A couple of days into the routine, I began to feel some aching in my elbows and hips, as doctors predicted I would, caused by the unusually high level of stem cell production going on in my bone marrow.

After four days, I went to the hospital for apheresis or “harvesting” of the stem cell crop. In apheresis, my blood was extracted by one port, centrifuged, the stem cells removed, and then the remaining blood returned to my system by a second port. Both ports were in my femoral artery, because the usual blood vessels in the crook of my elbows are hard to tap. I lay on a comfortable exam table listening to a book on tape for about four hours and dozing on and off. During the process, I could see my blood cells in a clear plastic bag, spun out into four different groups: red cells at the bottom, stem cells (which look plump, and a bit like the crushed ice at the bottom of a bloody Mary), white blood cells, and plasma.

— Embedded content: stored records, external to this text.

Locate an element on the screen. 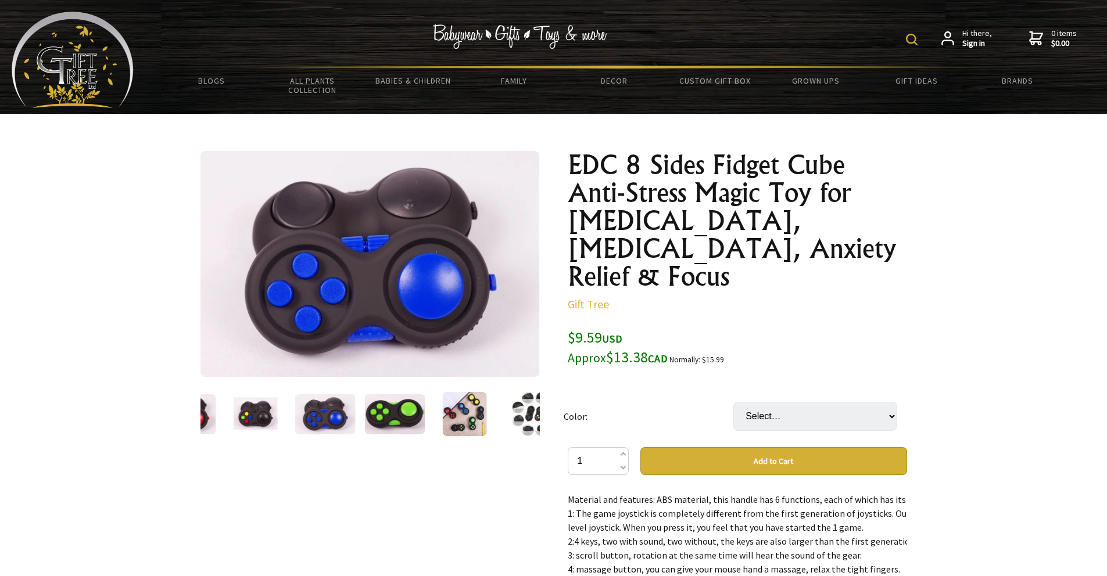  span: CAD is located at coordinates (658, 359).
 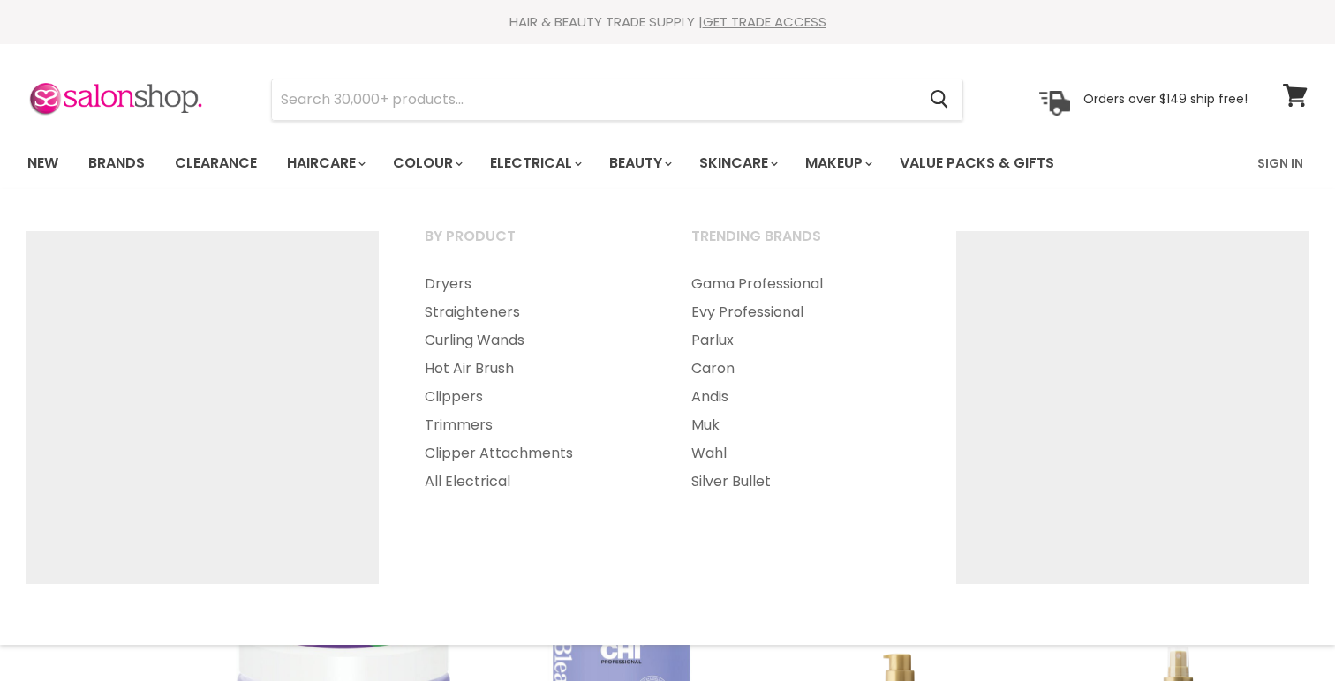 I want to click on a: Gama Professional, so click(x=801, y=284).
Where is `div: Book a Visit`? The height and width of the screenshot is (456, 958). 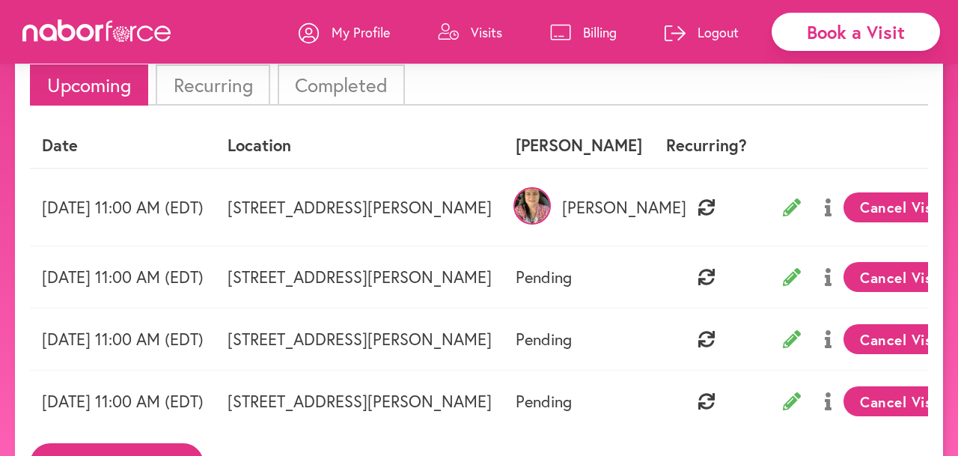 div: Book a Visit is located at coordinates (855, 31).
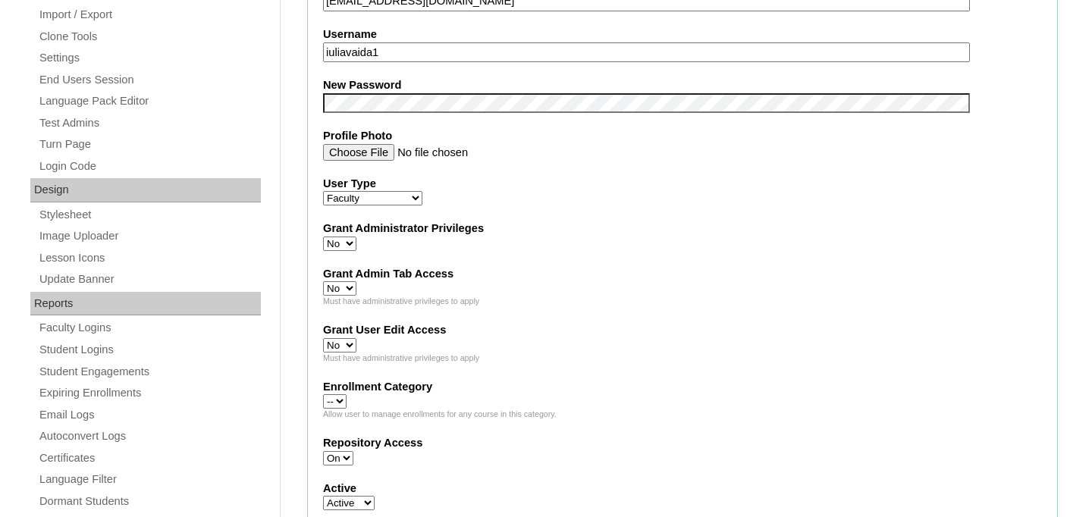  Describe the element at coordinates (149, 279) in the screenshot. I see `a: Update Banner` at that location.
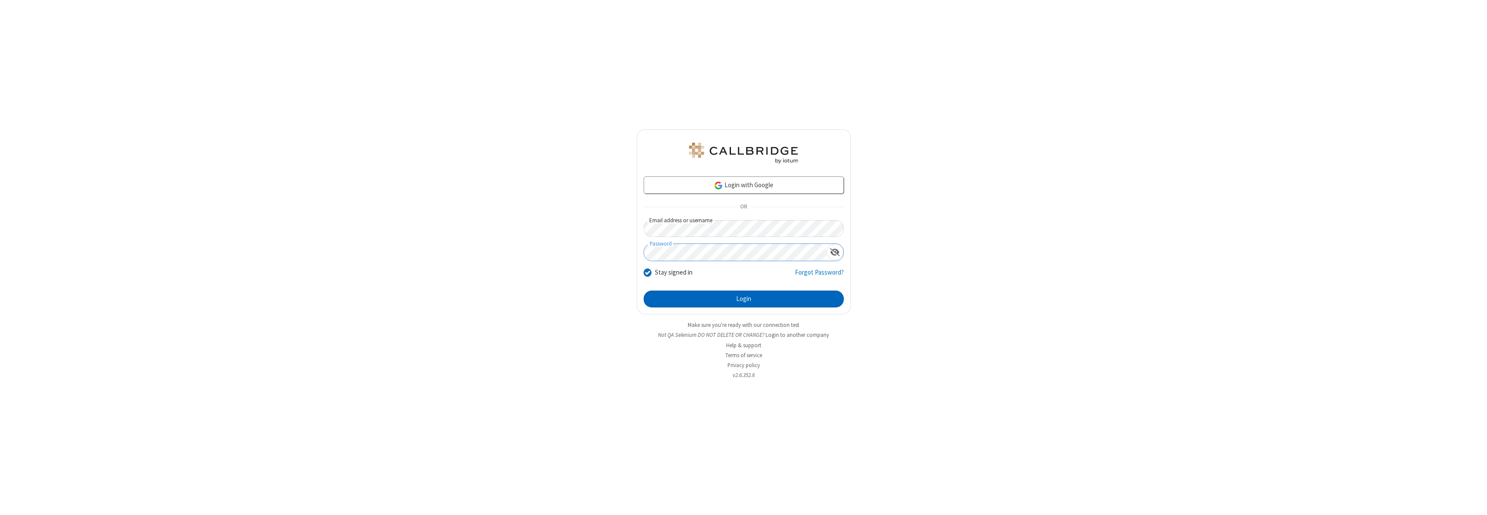 Image resolution: width=1487 pixels, height=515 pixels. What do you see at coordinates (743, 335) in the screenshot?
I see `li: Not QA Selenium DO NOT DELETE OR CHANGE?` at bounding box center [743, 335].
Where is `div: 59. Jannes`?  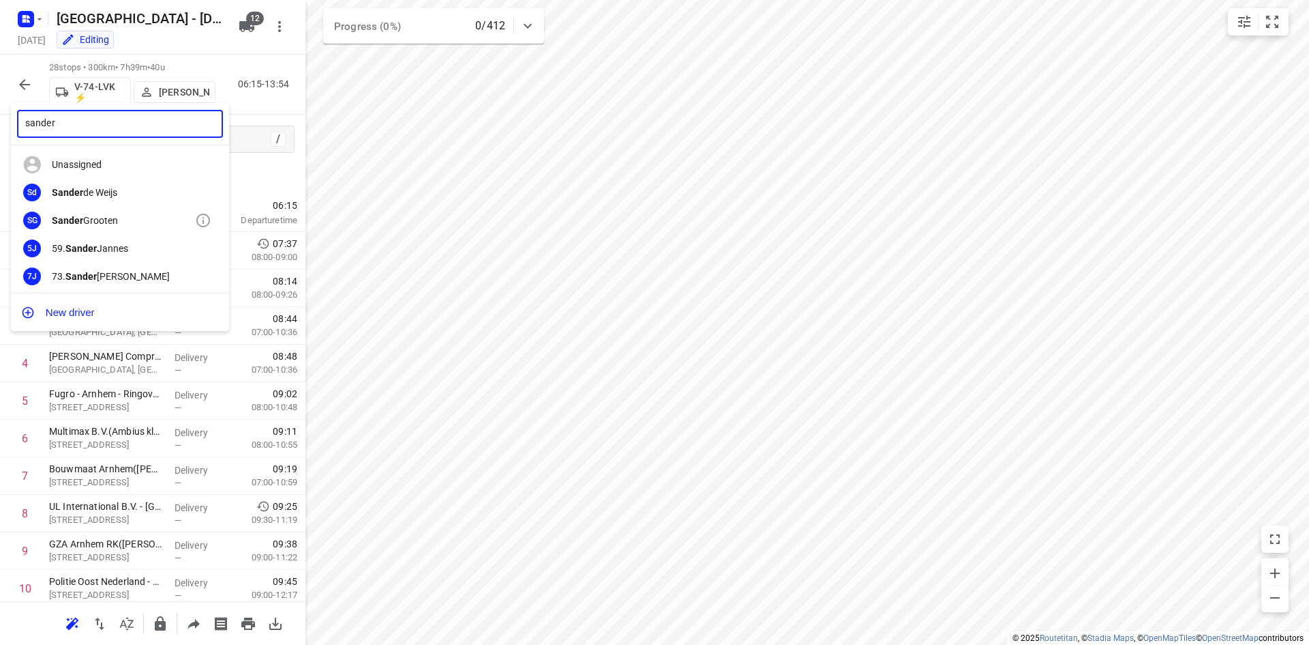 div: 59. Jannes is located at coordinates (123, 248).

Any individual donor will produce a different number of stem cells with the filgrastim treatment. Counting is done by the lab overnight, so I was told I would have to stay in the hospital to await the results next morning, in case they needed to repeat the process to get more cells. The next morning, however, the nurse told me with a little smile that not only had they been able to harvest enough cells in one session, but that the cells were happily dividing in the bag—which, I took it, boded well for their future usefulness in my brother’s system. The stem cells were then frozen, partly to keep them fresh, and partly, I believe, as a way of killing possible bacteria and viruses.

Dan then took up residence in the hospital, and underwent a second, less traumatic round of chemotherapy. Following that, the stem cells were injected into my brother’s bloodstream. He described the feeling as “an incredible rush.” As we hoped, his body accepted the stem cells with no rejection. He experienced some graft versus host disease, and within a couple of months had a full complement of red and white blood cells and platelets.

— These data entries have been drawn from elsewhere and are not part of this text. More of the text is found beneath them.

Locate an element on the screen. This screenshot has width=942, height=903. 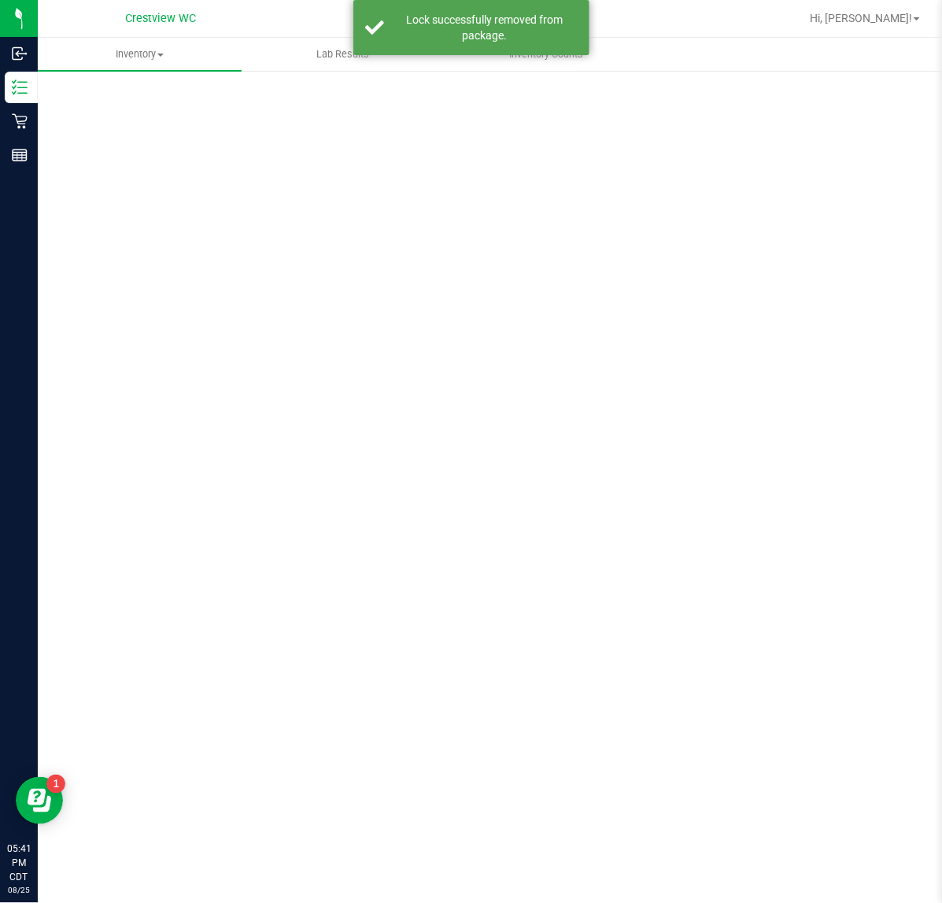
span: 1 is located at coordinates (9, 9).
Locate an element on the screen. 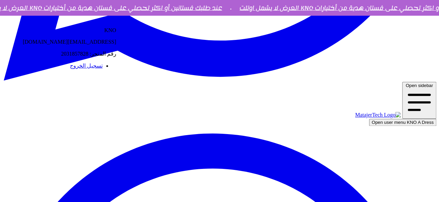 The height and width of the screenshot is (202, 439). button: Open user menu KNO A Dress is located at coordinates (403, 122).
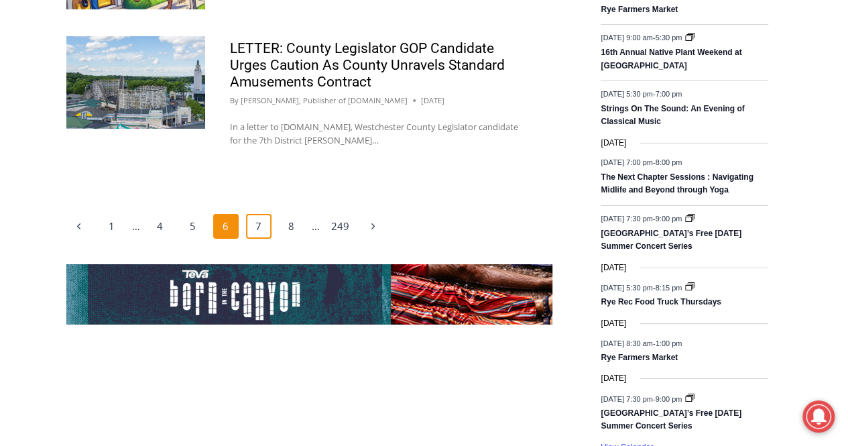  Describe the element at coordinates (668, 343) in the screenshot. I see `span: 1:00 pm` at that location.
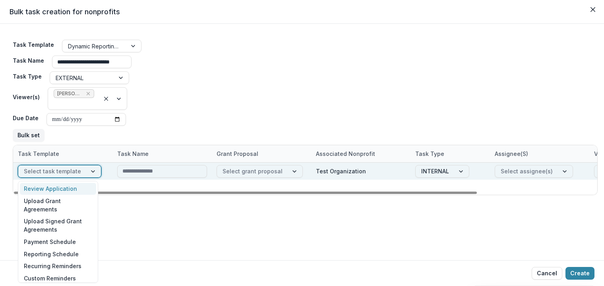 This screenshot has height=286, width=604. I want to click on div: Upload Signed Grant Agreements, so click(58, 226).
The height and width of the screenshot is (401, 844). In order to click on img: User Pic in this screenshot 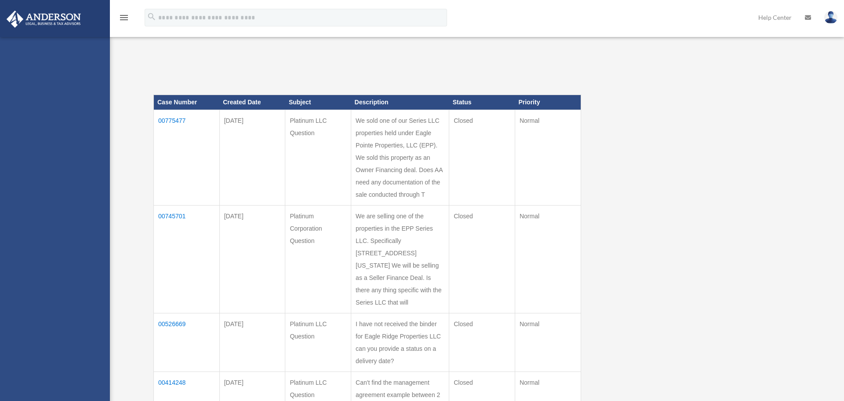, I will do `click(831, 17)`.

Problems with rejection and graft-versus-host disease, as well as the way Social Security disability is administered, usually prevent people from returning to work full-time. But well within a year of the transplant, Dan was back at his demanding job as a computer network administrator for a large financial firm, working nearly full-time. He is in good health, with no signs of leukemia, but some GVH symptoms.

Here’s another of those ways that recent advances in genetics mess with our old metaphors. Before people knew anything about genetics, they believed that parents’ traits were passed down to their children in the mother’s blood--you had “blood relatives.” When scientists learned about DNA, of course, that idea was no longer taken literally, although it lingers in the language. Now, though, Dan’s blood is actually exactly like mine, because his bone marrow is from my cells. Does this make us “blood absolutes”?